Caterpillar Uses Swiss Subsidiary to Avoid Billions in Taxes
Caterpillar – one of the world’s largest maker of construction and mining equipment – used a subsidiary in Switzerland to avoid paying $2.4 billion in taxes over a period of 13 years, according to a new U.S. Senate report titled ‘Caterpillar’s Offshore Tax Strategy.’
In 2013, Illinois-based Caterpillar reported that 62.2 percent of its pretax income of $55.7 billion was earned outside the U.S., but the new investigation raises the question of whether some of that foreign income should have been reported and taxed at home.
The report was issued as part of a Senate Subcommittee investigation to highlight different methods of tax avoidance used various U.S. companies like Apple, Hewlett-Packard and Microsoft among others. A 2014 report by Citizens for Tax Justice and the Institute on Taxation and Economic Policy revealed that many corporations actually pay far less than the legal rate of 35 percent of profits – in fact many pay nothing at all, because of the many tax loopholes and special breaks that they exploit.
“Caterpillar Inc. is a member of the corporate profit shifting club that has transferred billions of dollars offshore to avoid paying U.S. taxes,” said U.S. Senator Carl Levin, the chairman of the subcommittee that produced the report.
Until the year 2000, 85 percent of Caterpillar sales were conducted from the company headquarters in Illinois with the rest made by foreign subsidiaries. With the help of PricewaterhouseCoopers (PwC), an international tax consulting firm, Caterpillar set up a subsidiary named CSARL in Geneva in 1999 to handle sales for replacement parts, allowing Caterpillar to reduce its U.S. tax bill by an estimated $300 million each year. However, out of 8,300 employees “employed” by CSARL, 4,900 were in the U.S. and only 65 were physically employed in Switzerland.
All told, Caterpillar paid PwC $55 million for helping it transfer $8 billion of profits to CSARL between 1999 and 2012, according to the Senate report, following the reorganization in 1998.
In January 2007, two company tax specialists sent a series of internal emails to senior management to warn them that the Swiss activity “lacked economic substance and had no business purpose other than tax avoidance.”
For example Daniel Schlicksup, former global tax strategy manager, sent an email in January 2007 to the company’s ethics officers noting that approximately $1 billion in profits from a U.S. division had been incorrectly attributed to CSARL. A year later, Schlicksup sent another email to Robin Beran, the head of the Caterpillar’s tax department, requesting that the matter be discussed with the board.
“With all due respect, the business substance issue related to the CSARL Parts Distribution is the pink elephant issue worth a Billion dollars on the balance sheet. . . I have been asking for more than a year if we have memos with proper facts and analysis,” wrote Schlicksup.
Instead of responding to his requests, company management transferred Schlicksup to a different division. On June 12, 2009, Schlicksup filed a whistleblower lawsuit against Caterpillar alleging that the company had improperly attributed at least $5.6 billion of profits from the sales of spare parts to a unit in Geneva. The company settled the lawsuit out of court in 2012.
The company is well known for playing hardball to reduce its tax exposure. For example, in March 2011, a leaked letter from Doug Oberhelman, the Caterpillar CEO, to the state of Illinois revealed that the company was threatening to close its operations in the state unless the company was awarded tax breaks, noting that the company finance department had calculated that helped the company reduce its effective tax rate to the “lowest in the Dow 30” in 2012.
Julie Lagacy, a vice president in the Caterpillar’s finance services division, defended the company at a Senate hearing, chaired by Levin, earlier this month. “Our average effective tax rate is 29 percent, ” she said. “That’s one of the highest for a multinational manufacturing company – 3 percentage points higher than the average effective rate for U.S. corporations.
Beran, who also testified at the hearing, complained that the company was being unfairly targeted by the federal government. “We are under continuous examination,” he said. “The Internal Revenue Service (IRS) literally sits right outside my office.”
Not all the legislators were upset with Caterpillar. Rand Paul, a Republican senator from Kentucky, defended Caterpillar. “I think rather than having an inquisition we should probably bring Caterpillar here and give them an award,” he said, “They’ve been in business for over 100 years. It’s not easy to stay in business.”
Companies like Caterpillar constitute a powerful lobby against changes to the tax code, donating generously to politicians on all sides of the political spectrum. So it is not surprising that a proposed reform bill – the Stop Tax Haven Abuse Act – sponsored by Levin – has stalled in the Senate.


**Goal of the exercise**
Please output the lines from the one with "Give me the" through the end of the data exactly as written, omitting all pictures.

**Data records**
# # # #
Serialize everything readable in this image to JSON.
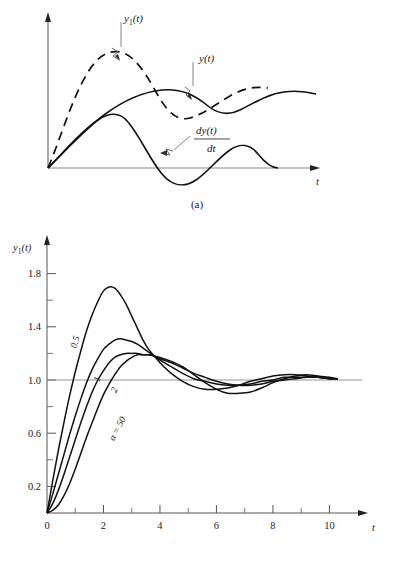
{
  "figure_a": {
    "caption": "(a)",
    "y_axis_label": "",
    "x_axis_label": "t",
    "annotations": [
      {
        "id": "y1",
        "text_main": "y",
        "text_sub": "1",
        "text_tail": "(t)"
      },
      {
        "id": "y",
        "text_main": "y(t)"
      },
      {
        "id": "dydt",
        "numerator": "dy(t)",
        "denominator": "dt"
      }
    ],
    "curves": [
      {
        "name": "y1(t)",
        "style": "dashed"
      },
      {
        "name": "y(t)",
        "style": "solid"
      },
      {
        "name": "dy(t)/dt",
        "style": "solid"
      }
    ]
  },
  "figure_b": {
    "caption": "(b)"
  },
  "chart_data": {
    "type": "line",
    "title": "",
    "xlabel": "t",
    "ylabel": "y_1(t)",
    "ylabel_main": "y",
    "ylabel_sub": "1",
    "ylabel_tail": "(t)",
    "xlim": [
      0,
      10.8
    ],
    "ylim": [
      0,
      2.0
    ],
    "xticks": [
      0,
      2,
      4,
      6,
      8,
      10
    ],
    "xtick_labels": [
      "0",
      "2",
      "4",
      "6",
      "8",
      "10"
    ],
    "xminor": [
      1,
      3,
      5,
      7,
      9
    ],
    "yticks": [
      0.2,
      0.6,
      1.0,
      1.4,
      1.8
    ],
    "ytick_labels": [
      "0.2",
      "0.6",
      "1.0",
      "1.4",
      "1.8"
    ],
    "yminor": [
      0.4,
      0.8,
      1.2,
      1.6
    ],
    "grid": false,
    "reference_line": 1.0,
    "legend_position": "inline-curve-labels",
    "series": [
      {
        "name": "0.5",
        "label": "0.5",
        "alpha": 0.5,
        "points": [
          [
            0.0,
            0.0
          ],
          [
            0.2,
            0.24
          ],
          [
            0.4,
            0.47
          ],
          [
            0.6,
            0.68
          ],
          [
            0.8,
            0.88
          ],
          [
            1.0,
            1.06
          ],
          [
            1.2,
            1.22
          ],
          [
            1.4,
            1.37
          ],
          [
            1.6,
            1.49
          ],
          [
            1.8,
            1.59
          ],
          [
            2.0,
            1.67
          ],
          [
            2.2,
            1.7
          ],
          [
            2.4,
            1.69
          ],
          [
            2.6,
            1.64
          ],
          [
            2.8,
            1.57
          ],
          [
            3.0,
            1.48
          ],
          [
            3.2,
            1.39
          ],
          [
            3.4,
            1.3
          ],
          [
            3.6,
            1.23
          ],
          [
            3.8,
            1.18
          ],
          [
            4.0,
            1.13
          ],
          [
            4.4,
            1.05
          ],
          [
            4.8,
            0.99
          ],
          [
            5.2,
            0.95
          ],
          [
            5.6,
            0.93
          ],
          [
            6.0,
            0.93
          ],
          [
            6.4,
            0.94
          ],
          [
            6.8,
            0.96
          ],
          [
            7.2,
            0.99
          ],
          [
            7.6,
            1.01
          ],
          [
            8.0,
            1.03
          ],
          [
            8.4,
            1.04
          ],
          [
            8.8,
            1.04
          ],
          [
            9.2,
            1.03
          ],
          [
            9.6,
            1.02
          ],
          [
            10.0,
            1.01
          ],
          [
            10.3,
            1.01
          ]
        ]
      },
      {
        "name": "1",
        "label": "1",
        "alpha": 1,
        "points": [
          [
            0.0,
            0.0
          ],
          [
            0.2,
            0.14
          ],
          [
            0.4,
            0.29
          ],
          [
            0.6,
            0.44
          ],
          [
            0.8,
            0.59
          ],
          [
            1.0,
            0.73
          ],
          [
            1.2,
            0.86
          ],
          [
            1.4,
            0.98
          ],
          [
            1.6,
            1.08
          ],
          [
            1.8,
            1.16
          ],
          [
            2.0,
            1.23
          ],
          [
            2.2,
            1.27
          ],
          [
            2.4,
            1.3
          ],
          [
            2.6,
            1.31
          ],
          [
            2.8,
            1.3
          ],
          [
            3.0,
            1.29
          ],
          [
            3.2,
            1.27
          ],
          [
            3.4,
            1.24
          ],
          [
            3.6,
            1.21
          ],
          [
            3.8,
            1.18
          ],
          [
            4.0,
            1.15
          ],
          [
            4.4,
            1.1
          ],
          [
            4.8,
            1.05
          ],
          [
            5.2,
            1.01
          ],
          [
            5.6,
            0.99
          ],
          [
            6.0,
            0.97
          ],
          [
            6.4,
            0.96
          ],
          [
            6.8,
            0.96
          ],
          [
            7.2,
            0.97
          ],
          [
            7.6,
            0.99
          ],
          [
            8.0,
            1.0
          ],
          [
            8.4,
            1.02
          ],
          [
            8.8,
            1.02
          ],
          [
            9.2,
            1.02
          ],
          [
            9.6,
            1.02
          ],
          [
            10.0,
            1.01
          ],
          [
            10.3,
            1.01
          ]
        ]
      },
      {
        "name": "2",
        "label": "2",
        "alpha": 2,
        "points": [
          [
            0.0,
            0.0
          ],
          [
            0.2,
            0.07
          ],
          [
            0.4,
            0.17
          ],
          [
            0.6,
            0.29
          ],
          [
            0.8,
            0.42
          ],
          [
            1.0,
            0.55
          ],
          [
            1.2,
            0.68
          ],
          [
            1.4,
            0.8
          ],
          [
            1.6,
            0.91
          ],
          [
            1.8,
            1.0
          ],
          [
            2.0,
            1.07
          ],
          [
            2.2,
            1.13
          ],
          [
            2.4,
            1.17
          ],
          [
            2.6,
            1.19
          ],
          [
            2.8,
            1.2
          ],
          [
            3.0,
            1.2
          ],
          [
            3.2,
            1.2
          ],
          [
            3.4,
            1.19
          ],
          [
            3.6,
            1.19
          ],
          [
            3.8,
            1.18
          ],
          [
            4.0,
            1.16
          ],
          [
            4.4,
            1.13
          ],
          [
            4.8,
            1.09
          ],
          [
            5.2,
            1.05
          ],
          [
            5.6,
            1.02
          ],
          [
            6.0,
            0.99
          ],
          [
            6.4,
            0.97
          ],
          [
            6.8,
            0.96
          ],
          [
            7.2,
            0.96
          ],
          [
            7.6,
            0.97
          ],
          [
            8.0,
            0.99
          ],
          [
            8.4,
            1.0
          ],
          [
            8.8,
            1.01
          ],
          [
            9.2,
            1.02
          ],
          [
            9.6,
            1.02
          ],
          [
            10.0,
            1.01
          ],
          [
            10.3,
            1.01
          ]
        ]
      },
      {
        "name": "a=50",
        "label": "α = 50",
        "alpha": 50,
        "points": [
          [
            0.0,
            0.0
          ],
          [
            0.2,
            0.02
          ],
          [
            0.4,
            0.06
          ],
          [
            0.6,
            0.13
          ],
          [
            0.8,
            0.22
          ],
          [
            1.0,
            0.33
          ],
          [
            1.2,
            0.45
          ],
          [
            1.4,
            0.57
          ],
          [
            1.6,
            0.68
          ],
          [
            1.8,
            0.79
          ],
          [
            2.0,
            0.89
          ],
          [
            2.2,
            0.97
          ],
          [
            2.4,
            1.04
          ],
          [
            2.6,
            1.1
          ],
          [
            2.8,
            1.14
          ],
          [
            3.0,
            1.17
          ],
          [
            3.2,
            1.19
          ],
          [
            3.4,
            1.19
          ],
          [
            3.6,
            1.19
          ],
          [
            3.8,
            1.18
          ],
          [
            4.0,
            1.17
          ],
          [
            4.4,
            1.14
          ],
          [
            4.8,
            1.1
          ],
          [
            5.2,
            1.04
          ],
          [
            5.6,
            0.98
          ],
          [
            6.0,
            0.93
          ],
          [
            6.4,
            0.9
          ],
          [
            6.8,
            0.9
          ],
          [
            7.2,
            0.91
          ],
          [
            7.6,
            0.94
          ],
          [
            8.0,
            0.98
          ],
          [
            8.4,
            1.01
          ],
          [
            8.8,
            1.03
          ],
          [
            9.2,
            1.04
          ],
          [
            9.6,
            1.03
          ],
          [
            10.0,
            1.02
          ],
          [
            10.3,
            1.01
          ]
        ]
      }
    ]
  }
}
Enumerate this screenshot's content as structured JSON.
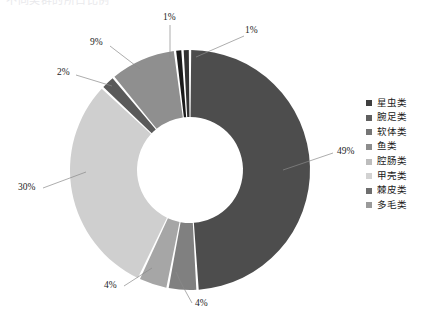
{
  "title_partial": "不同类群的所占比例",
  "chart_data": {
    "type": "pie",
    "variant": "donut",
    "title": "",
    "categories": [
      "星虫类",
      "腕足类",
      "软体类",
      "鱼类",
      "腔肠类",
      "甲壳类",
      "棘皮类",
      "多毛类"
    ],
    "values": [
      49,
      4,
      4,
      30,
      2,
      9,
      1,
      1
    ],
    "labels": [
      "49%",
      "4%",
      "4%",
      "30%",
      "2%",
      "9%",
      "1%",
      "1%"
    ],
    "colors": [
      "#4d4d4d",
      "#808080",
      "#a6a6a6",
      "#cfcfcf",
      "#5a5a5a",
      "#8f8f8f",
      "#1a1a1a",
      "#333333"
    ],
    "units": "%",
    "legend_position": "right",
    "grid": false,
    "slices": [
      {
        "name": "星虫类",
        "value": 49,
        "label": "49%",
        "color": "#4d4d4d"
      },
      {
        "name": "腕足类",
        "value": 4,
        "label": "4%",
        "color": "#808080"
      },
      {
        "name": "软体类",
        "value": 4,
        "label": "4%",
        "color": "#a6a6a6"
      },
      {
        "name": "鱼类",
        "value": 30,
        "label": "30%",
        "color": "#cfcfcf"
      },
      {
        "name": "腔肠类",
        "value": 2,
        "label": "2%",
        "color": "#5a5a5a"
      },
      {
        "name": "甲壳类",
        "value": 9,
        "label": "9%",
        "color": "#8f8f8f"
      },
      {
        "name": "棘皮类",
        "value": 1,
        "label": "1%",
        "color": "#1a1a1a"
      },
      {
        "name": "多毛类",
        "value": 1,
        "label": "1%",
        "color": "#333333"
      }
    ]
  },
  "callouts": [
    {
      "id": "callout-1pct-left",
      "text": "1%"
    },
    {
      "id": "callout-1pct-right",
      "text": "1%"
    },
    {
      "id": "callout-9pct",
      "text": "9%"
    },
    {
      "id": "callout-2pct",
      "text": "2%"
    },
    {
      "id": "callout-30pct",
      "text": "30%"
    },
    {
      "id": "callout-49pct",
      "text": "49%"
    },
    {
      "id": "callout-4pct-left",
      "text": "4%"
    },
    {
      "id": "callout-4pct-right",
      "text": "4%"
    }
  ],
  "legend": {
    "items": [
      {
        "label": "星虫类",
        "color": "#3f3f3f"
      },
      {
        "label": "腕足类",
        "color": "#5f5f5f"
      },
      {
        "label": "软体类",
        "color": "#757575"
      },
      {
        "label": "鱼类",
        "color": "#8d8d8d"
      },
      {
        "label": "腔肠类",
        "color": "#bdbdbd"
      },
      {
        "label": "甲壳类",
        "color": "#d2d2d2"
      },
      {
        "label": "棘皮类",
        "color": "#6e6e6e"
      },
      {
        "label": "多毛类",
        "color": "#9a9a9a"
      }
    ]
  }
}
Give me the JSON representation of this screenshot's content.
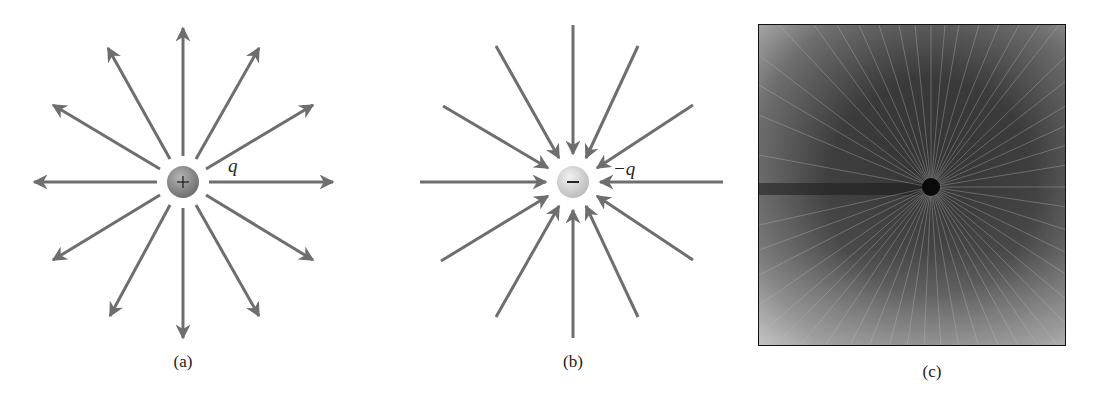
{
  "figure": {
    "panels": [
      {
        "id": "a",
        "caption": "(a)",
        "charge_sign": "+",
        "charge_label": "q",
        "field_direction": "outward",
        "line_count": 12
      },
      {
        "id": "b",
        "caption": "(b)",
        "charge_sign": "−",
        "charge_label": "−q",
        "field_direction": "inward",
        "line_count": 12
      },
      {
        "id": "c",
        "caption": "(c)",
        "description": "photograph of radial field pattern around a charged point"
      }
    ],
    "colors": {
      "arrow": "#6e6e6e",
      "charge_a": "#8a8a8a",
      "charge_b": "#d8d8d8",
      "photo_dark": "#2a2a2a",
      "photo_light": "#a9a9a9"
    }
  }
}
# # # #
**Solution for this task**
Give me the JSON representation of this screenshot's content.
{
  "figure": {
    "panels": [
      {
        "id": "a",
        "caption": "(a)",
        "charge_sign": "+",
        "charge_label": "q",
        "field_direction": "outward",
        "line_count": 12
      },
      {
        "id": "b",
        "caption": "(b)",
        "charge_sign": "−",
        "charge_label": "−q",
        "field_direction": "inward",
        "line_count": 12
      },
      {
        "id": "c",
        "caption": "(c)",
        "description": "photograph of radial field pattern around a charged point"
      }
    ],
    "colors": {
      "arrow": "#6e6e6e",
      "charge_a": "#8a8a8a",
      "charge_b": "#d8d8d8",
      "photo_dark": "#2a2a2a",
      "photo_light": "#a9a9a9"
    }
  }
}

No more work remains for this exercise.